The walk to Harry’s home seemed very short to the chums. There was so much to talk about. Being a boy, it did not occur to Teddy to draw a comparison between the Harding’s tiny apartment and his mother’s large, comfortable brick house. He knew only that, next to his mother, he was sure Mrs. Harding was the nicest person in the world, and she certainly knew what boys liked to eat. Teddy was by no means a shy, retiring youngster, although he was not overbold. He was just a normal boy, with a boy’s joy of living, ready to talk to anyone who wished to talk to him on the subjects that lie nearest a boy’s heart.

After supper, Harry insisted that his mother go into the sitting-room and read the paper while he and Teddy washed and wiped the dishes. It was new work for Teddy, but he rather enjoyed it, and polished each dish as he dried it with an energy worthy of a better cause. Far from looking upon Harry with scorn because he was willing to perform a household task that usually falls to a woman, Teddy thoroughly enjoyed the novelty of his labor.

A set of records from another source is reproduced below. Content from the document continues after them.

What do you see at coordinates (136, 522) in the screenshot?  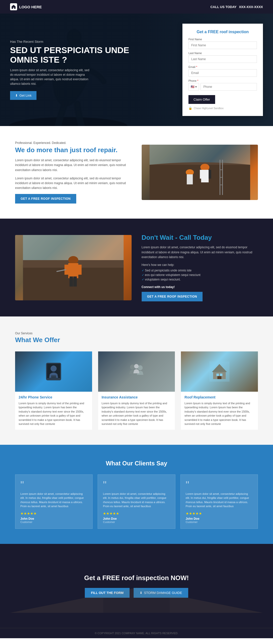 I see `reviewer-role-2: Customer` at bounding box center [136, 522]. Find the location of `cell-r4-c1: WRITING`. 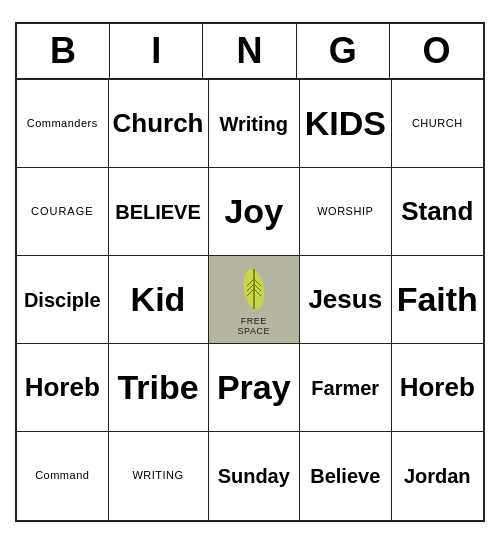

cell-r4-c1: WRITING is located at coordinates (159, 476).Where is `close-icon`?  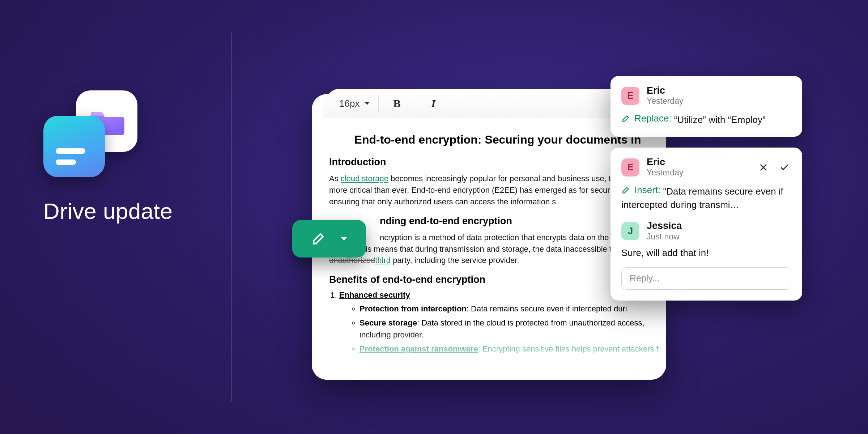 close-icon is located at coordinates (763, 167).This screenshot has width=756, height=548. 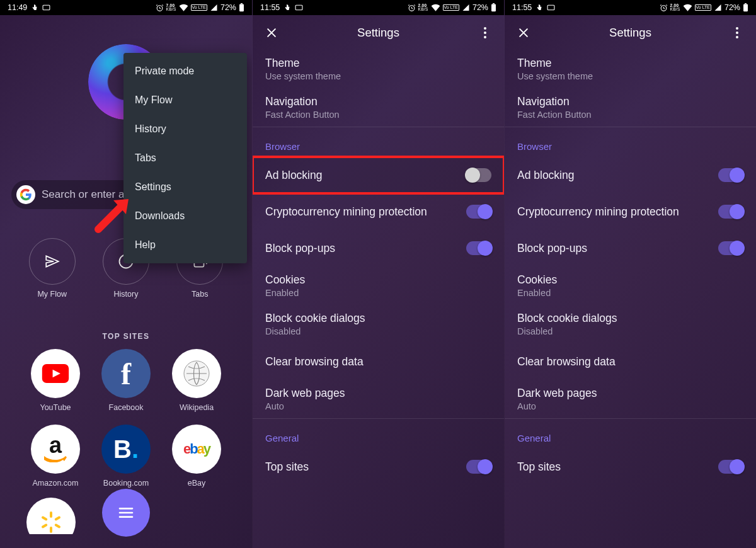 What do you see at coordinates (197, 380) in the screenshot?
I see `site-wikipedia: Wikipedia` at bounding box center [197, 380].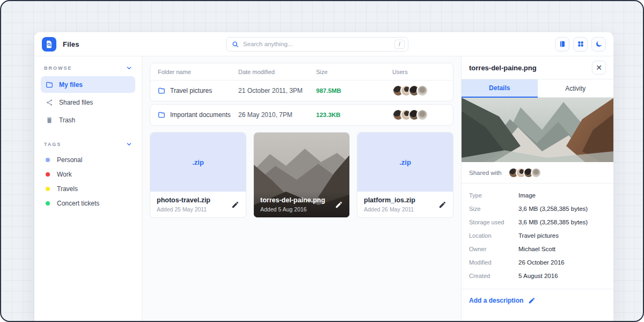 This screenshot has height=322, width=644. What do you see at coordinates (88, 68) in the screenshot?
I see `browse-section-header: BROWSE` at bounding box center [88, 68].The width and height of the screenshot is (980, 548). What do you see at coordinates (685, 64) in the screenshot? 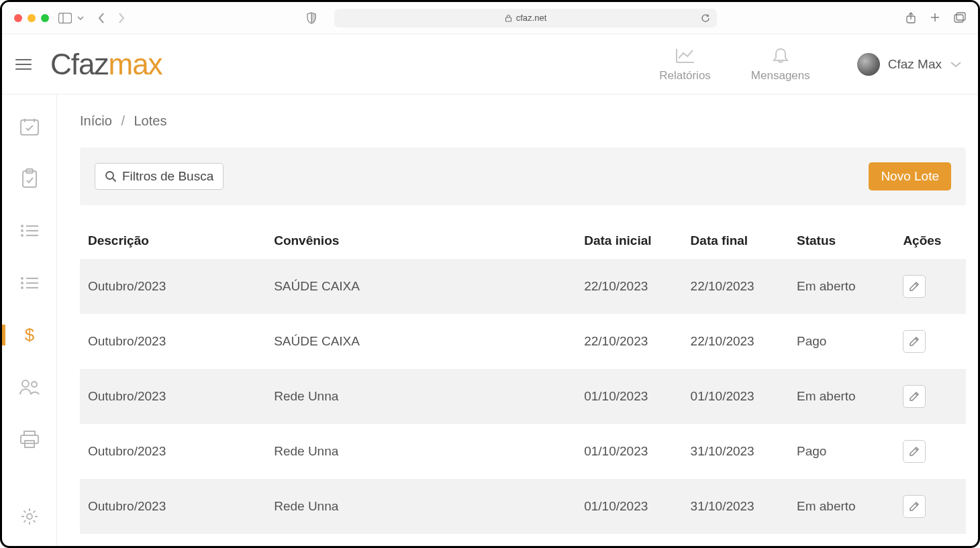
I see `reports-nav: Relatórios` at bounding box center [685, 64].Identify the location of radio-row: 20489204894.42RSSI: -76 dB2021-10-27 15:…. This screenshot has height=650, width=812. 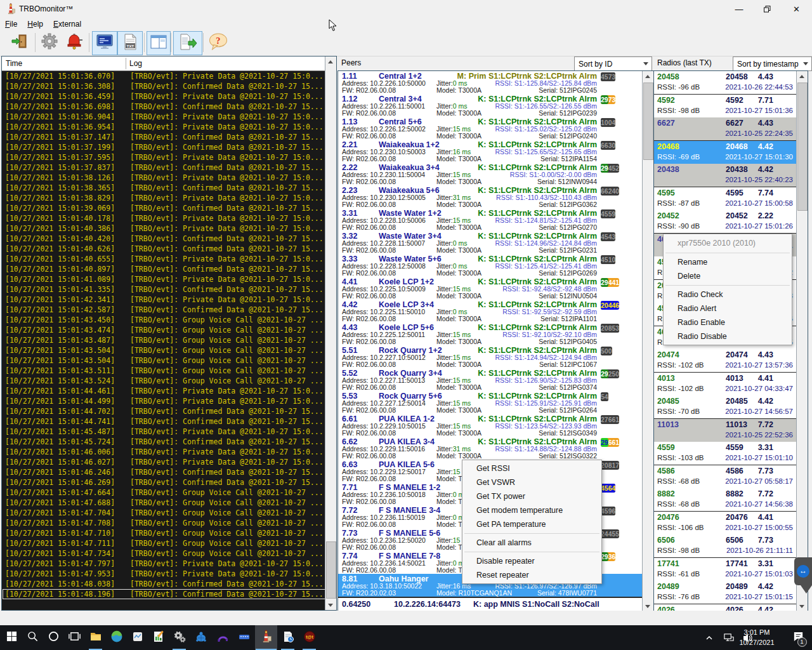
(726, 593). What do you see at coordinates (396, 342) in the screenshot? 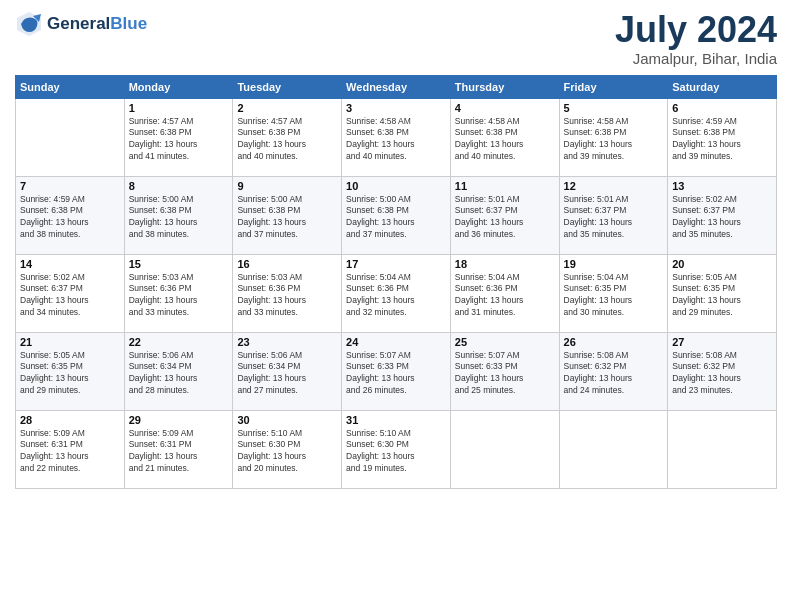
I see `day-number: 24` at bounding box center [396, 342]. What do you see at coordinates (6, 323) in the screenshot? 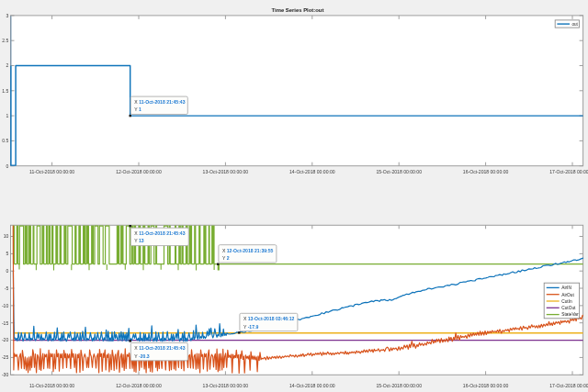
I see `svg-text: -15` at bounding box center [6, 323].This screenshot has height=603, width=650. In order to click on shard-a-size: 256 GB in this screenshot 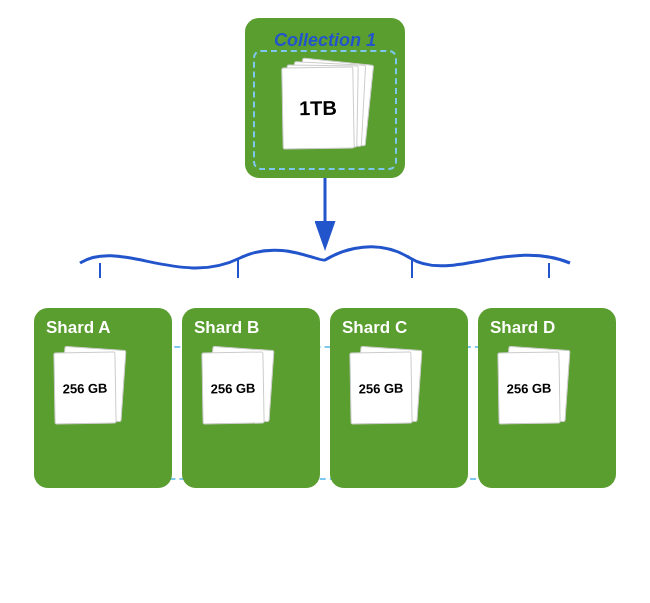, I will do `click(84, 388)`.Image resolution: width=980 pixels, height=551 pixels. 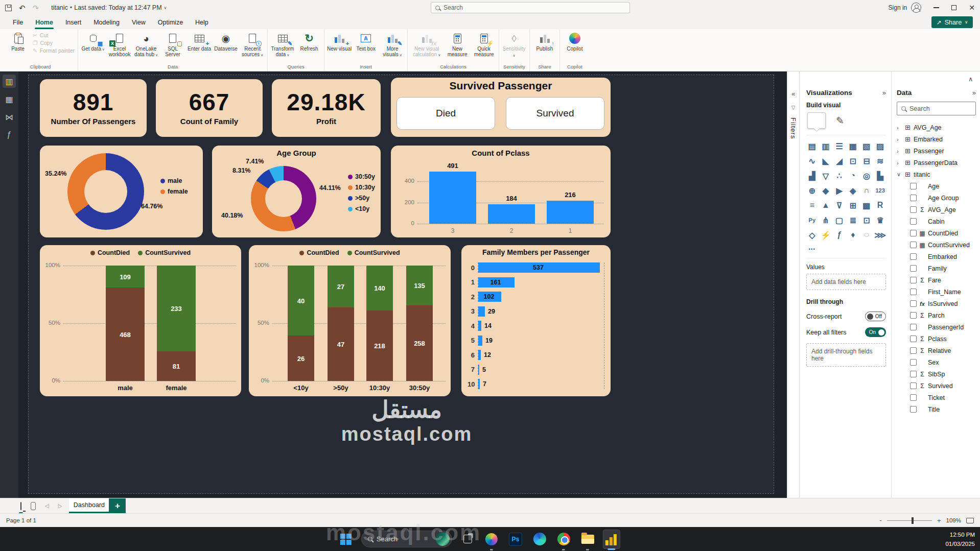 What do you see at coordinates (349, 321) in the screenshot?
I see `survival-by-age-chart: CountDiedCountSurvived 100%50%0%4026<10y…` at bounding box center [349, 321]. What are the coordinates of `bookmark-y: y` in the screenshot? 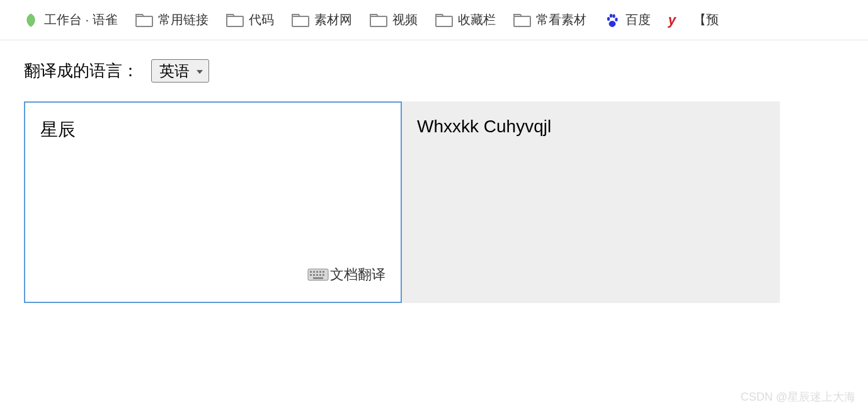 It's located at (672, 20).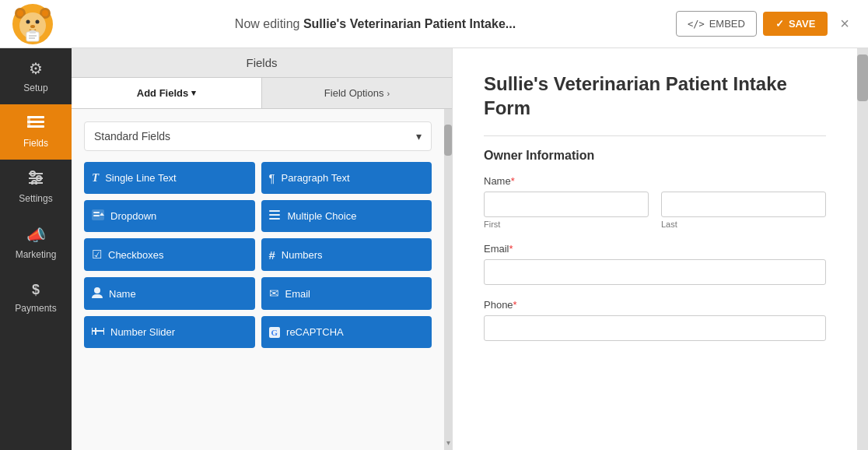  What do you see at coordinates (779, 23) in the screenshot?
I see `checkmark-icon: ✓` at bounding box center [779, 23].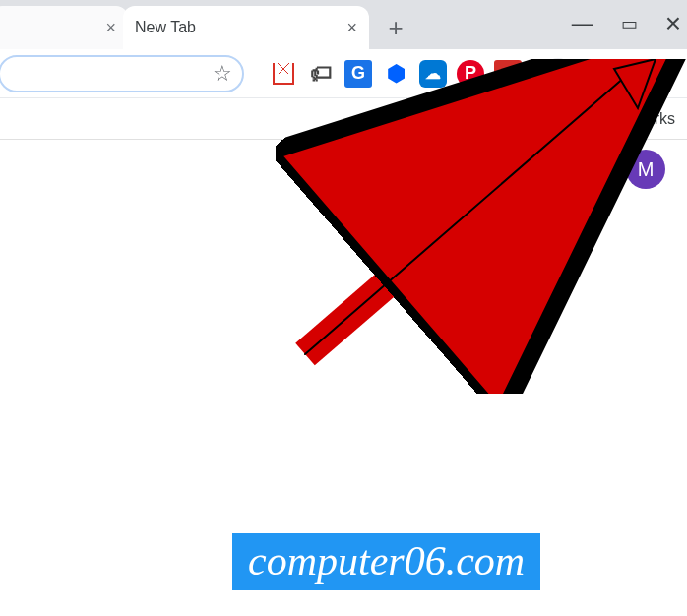 Image resolution: width=687 pixels, height=616 pixels. I want to click on gmail-extension-icon, so click(283, 74). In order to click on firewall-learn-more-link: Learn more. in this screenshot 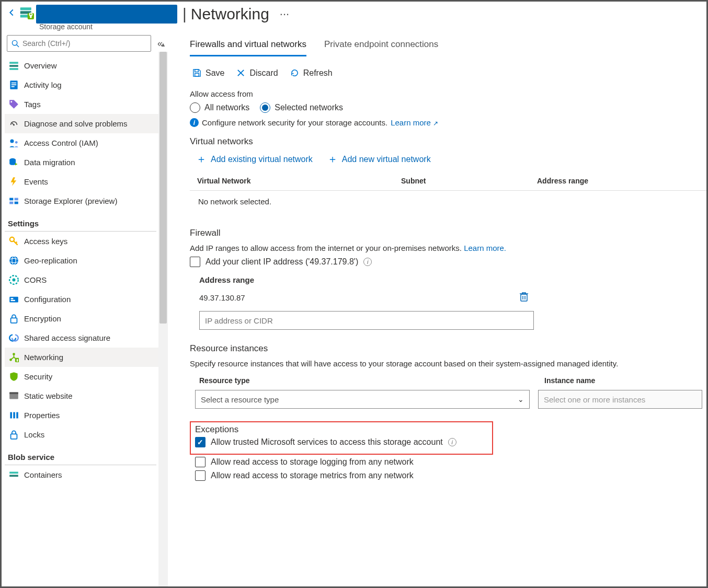, I will do `click(485, 248)`.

When the last knife and fork were put away, the boys repaired to the sitting-room, where Mrs. Harding sat sewing industriously on a gown for a customer. Harry brought out a combination checker and backgammon-board, and the boys played several games of checkers. Harry had begun to instruct Teddy in the mysteries of backgammon, when the mission clock on the sitting-room wall struck nine.

“I’ll have to go. I promised my mother I wouldn’t stay later’n nine,” said Teddy, with a little air of pride. “She’s at home to-night waiting for me.”

“You must come to see us often, Teddy,” smiled Mrs. Harding.

“Yes’m, I will. I’d like to come to see you. I think my mother would like to come, too.”

“I should be pleased to meet her,” was Mrs. Harding’s courteous response, but she decided there was little possibility of Mrs. Burke coming to visit any person in her humble circumstances. From what Teddy had told her of his home and his mother, she concluded that the Burkes were in far better circumstances than were she and Harry.

“Your friend Teddy is a dear, little fellow, Harry,” she remarked after Teddy had gone. “I’m so glad his mother has waked up to it.” Harry had repeated to her the story of Teddy’s home progress. “I had hard work not to smile when he said he thought his mother would like to come here. Very likely she wouldn’t look at us.”

“If Teddy’s mother ever comes here once, she’ll come again. She couldn’t stay away, Mothery. She’d just have to.” Harry sidled over to where his mother sat sewing and slid a loving, loyal arm about her neck.

Mrs. Harding dropped her work and gathered her boy into her arms. “I don’t mind hard work and poverty as long as I have you, little son,” she said tenderly.

“But we are not going to be poor always, Mothery. I’m going to keep earning more money all the while. By the time I’m twenty-one, you won’t have to do a single thing but keep house for me. I’m going to be a business man by that time.”

Mrs. Harding stroked her son’s curly head. “Perhaps you will be. Who knows? I’m so pleased that you are getting along so well in the store. No one could help liking you, Harry, you are such a good, thoughtful boy.”

Harry’s sensitive face clouded briefly. He felt as though he would like to pour forth to his mother the whole cruel truth about his store life. He wished she knew how unjustly he was being treated by Mr. Barton, yet he had a curious conviction that he must bear his cross alone. He must get used to being silent about the things which did not please him. No great business man would publish the story of his hurts abroad, and as he intended to become a truly great business man he must be silent, too. Perhaps some day, when he had been promoted to a position of trust in Martin Brothers’, he would tell his mother about these first unhappy days, but while he was only number 45 of the store messenger force, he would meet whatever came to him with a brave face and no whimpering.